I went to my very first ever hypnotherapy session a couple of weeks ago. The practitioner used a combination of biofeedback and neurofeedback to track my levels of physical activation and brain states as I practiced resonant breathing in the hopes of dropping into a deeply relaxed, pre-sleep stage, also known as a trance.

After about 40 minutes of Breathwork, the therapist told me I could open my eyes. He showed me the graph of my brain waves during the session and the way that, just as my body and mind would start to drop into deeper states of relaxation, something would happen and my mind would suddenly become highly active again, never allowing for the trance state we were seeking.

I can’t say I was entirely surprised.

I’ve known for many years that my baseline is much more highly activated than the average person and can’t remember a time when sleep wasn’t a struggle. Since I was a child, I would lie in bed at night for hours on a loop of almost slipping away to that other land and then feeling my body jolt myself awake, as if it was terrified of becoming unconscious. And on some level, it probably was.

I don’t move through the world thinking of myself as someone who experiences Complex PTSD. I don’t even, on a conscious level, believe the world to be a particularly unsafe place. But my body remembers the chaos and abuse that I experienced as a child, and, in its best efforts to protect me, is constantly scanning for any potential threats.

This makes deep relaxation fairly elusive and, when I tune into my thoughts during mindfulness practices, the most common theme I notice is a tendency to anticipate every single thing that could possibly go wrong, almost constantly. I can’t speak for others, but I feel fairly certain that these experiences are at the root of the anxiety I have managed for much of my life and intimately connected to the panic I experience in response to a handful of specific triggers, namely travel, the prospect of a new relationship, and any circumstance in which I perceive there to be a high degree of pressure for me to perform.

For many years, I tried to bully myself out of fear, throwing myself into extremely challenging circumstances to try to prove to myself that I could handle anything, to banish fear by sheer will. Another not so surprising thing (at least in hindsight anyway) is that that method didn’t work. In fact, I often ended up further deepening the grooves of trauma, learning that I couldn’t even trust myself and that even I would dismiss and run right over my feelings and needs. I spun out in this way for years, forcing myself to jump off of metaphorical cliffs, feeling briefly proud of myself for “doing the thing”, but then feeling shaky and unable to stand on my own two feet only a short time later, because overriding your body’s cues is not the same as learning to trust yourself.

So, in recent years, I decided to take a different approach. One of honoring. Of looking my fears right in the face, and saying, “I see you and your existence makes sense. I know you are only trying to protect me. Thank you,” and then to my own body and heart: “I’ll take care of you. You can trust me. I promise.”

To those who subscribe to the “fuck fear” culture, this might sound self-indulgent and counter-productive. But I’ve actually found the opposite to be true.

For me, this process has been a re-parenting of sorts. A way to create in myself that baseline sense of safety that, in ideal scenarios, our parents offer us through proper attunement, mirroring, and the meeting of our physical and emotional needs in early childhood.

It is not about saying that the fears should stay put, but instead about validating the truth of my own experience, the very rational physiological and emotional responses that I developed to cope with highly irrational circumstances, and the ways in which this actually did serve me as a child.

This creates an opening for me to choose a new way of being from a place of loving myself, rather than one of coercion or shame and allows me to be curious, both about what’s coming up for me and also about the possibilities that span out in front of me. It illuminates options for how to heal and move forward. Sometimes I hear the fear and I know that, in that particular moment or circumstance, I don’t need to push past my own boundaries.

Others times, with a little extra self-care and holding the intention to stay present, move forward at my own pace, and in a way that works at the edge of my comfort (rather than total disregard for my own experience), I find that I can work through fears that I know are no longer serving me.

This practice of gentle expansion, supported by embodiment work, somatic experiencing, mindfulness, shadowwork, and intentional grounding has completely shifted the way I relate to my own physical and emotional experience and has dramatically decreased the suffering I experience when old wounds find their way into my present life. It may take a little more time and investment than simply barreling through fears, but I truly believe it builds a much stronger foundation. One from which you can build great things. Things that won’t crumble under the slightest bit of pressure. And to me, that’s worth the slow build.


* _ABOUT THIS EXERCISE_
Within the listing below, locate all lines containing the word "Common". Copy each one.

* _DATA SUPPLIED_
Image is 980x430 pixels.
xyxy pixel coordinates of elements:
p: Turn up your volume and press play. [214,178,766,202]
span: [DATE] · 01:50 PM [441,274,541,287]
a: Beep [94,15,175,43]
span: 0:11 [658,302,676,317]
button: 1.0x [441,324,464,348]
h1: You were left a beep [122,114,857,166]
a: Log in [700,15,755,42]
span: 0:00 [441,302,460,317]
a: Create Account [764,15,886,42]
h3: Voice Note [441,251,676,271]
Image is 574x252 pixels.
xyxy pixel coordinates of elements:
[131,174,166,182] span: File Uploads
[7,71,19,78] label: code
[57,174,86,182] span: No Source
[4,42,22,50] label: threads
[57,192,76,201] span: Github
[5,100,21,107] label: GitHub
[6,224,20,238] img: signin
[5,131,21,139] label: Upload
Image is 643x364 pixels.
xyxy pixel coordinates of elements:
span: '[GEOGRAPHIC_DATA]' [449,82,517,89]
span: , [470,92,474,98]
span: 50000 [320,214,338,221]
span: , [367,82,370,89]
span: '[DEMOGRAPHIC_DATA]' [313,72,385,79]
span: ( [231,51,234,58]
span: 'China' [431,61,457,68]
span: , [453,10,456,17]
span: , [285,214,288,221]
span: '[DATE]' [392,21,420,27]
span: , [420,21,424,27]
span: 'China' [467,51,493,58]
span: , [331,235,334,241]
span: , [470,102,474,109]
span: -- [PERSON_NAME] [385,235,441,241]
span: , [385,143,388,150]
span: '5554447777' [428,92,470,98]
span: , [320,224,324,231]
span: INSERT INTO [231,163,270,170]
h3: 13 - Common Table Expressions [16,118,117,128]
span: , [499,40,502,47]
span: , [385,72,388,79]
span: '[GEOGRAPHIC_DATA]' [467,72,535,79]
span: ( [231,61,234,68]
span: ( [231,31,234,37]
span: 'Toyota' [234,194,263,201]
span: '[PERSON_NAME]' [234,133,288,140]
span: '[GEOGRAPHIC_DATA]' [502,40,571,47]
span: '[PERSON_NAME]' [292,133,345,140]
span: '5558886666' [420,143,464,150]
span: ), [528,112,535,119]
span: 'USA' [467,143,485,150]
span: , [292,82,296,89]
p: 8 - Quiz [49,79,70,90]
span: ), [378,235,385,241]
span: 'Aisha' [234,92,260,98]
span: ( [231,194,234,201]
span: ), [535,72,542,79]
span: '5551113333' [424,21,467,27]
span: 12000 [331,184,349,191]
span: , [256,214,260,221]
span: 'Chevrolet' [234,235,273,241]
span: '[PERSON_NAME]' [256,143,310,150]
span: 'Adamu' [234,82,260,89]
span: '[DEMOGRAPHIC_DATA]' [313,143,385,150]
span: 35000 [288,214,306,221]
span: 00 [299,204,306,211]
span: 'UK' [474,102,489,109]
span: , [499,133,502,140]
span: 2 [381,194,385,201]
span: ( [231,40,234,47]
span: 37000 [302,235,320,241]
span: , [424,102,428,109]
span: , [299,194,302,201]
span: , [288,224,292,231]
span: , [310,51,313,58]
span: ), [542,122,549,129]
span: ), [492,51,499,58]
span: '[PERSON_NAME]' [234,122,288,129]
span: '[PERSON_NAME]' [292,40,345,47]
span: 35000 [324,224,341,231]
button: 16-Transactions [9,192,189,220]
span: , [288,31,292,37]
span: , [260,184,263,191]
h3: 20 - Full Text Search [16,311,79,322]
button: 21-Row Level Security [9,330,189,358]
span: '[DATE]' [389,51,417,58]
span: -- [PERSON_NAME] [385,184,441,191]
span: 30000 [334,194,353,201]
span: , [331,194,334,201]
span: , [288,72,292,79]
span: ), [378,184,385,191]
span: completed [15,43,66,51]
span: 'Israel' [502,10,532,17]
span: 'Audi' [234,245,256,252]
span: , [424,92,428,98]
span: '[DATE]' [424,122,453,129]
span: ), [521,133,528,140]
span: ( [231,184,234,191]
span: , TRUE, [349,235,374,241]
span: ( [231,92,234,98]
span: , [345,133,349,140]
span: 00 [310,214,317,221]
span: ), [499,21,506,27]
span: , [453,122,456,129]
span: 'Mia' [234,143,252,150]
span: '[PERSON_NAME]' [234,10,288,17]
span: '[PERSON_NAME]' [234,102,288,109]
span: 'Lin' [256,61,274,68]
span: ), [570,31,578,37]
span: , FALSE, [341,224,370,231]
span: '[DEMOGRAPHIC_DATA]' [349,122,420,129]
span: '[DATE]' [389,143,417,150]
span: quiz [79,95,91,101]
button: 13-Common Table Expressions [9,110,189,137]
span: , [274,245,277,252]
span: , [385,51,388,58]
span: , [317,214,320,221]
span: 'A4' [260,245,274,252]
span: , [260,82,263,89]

* _EXPECTED ANSWER_
h3: 13 - Common Table Expressions [16,118,117,128]
button: 13-Common Table Expressions [9,110,189,137]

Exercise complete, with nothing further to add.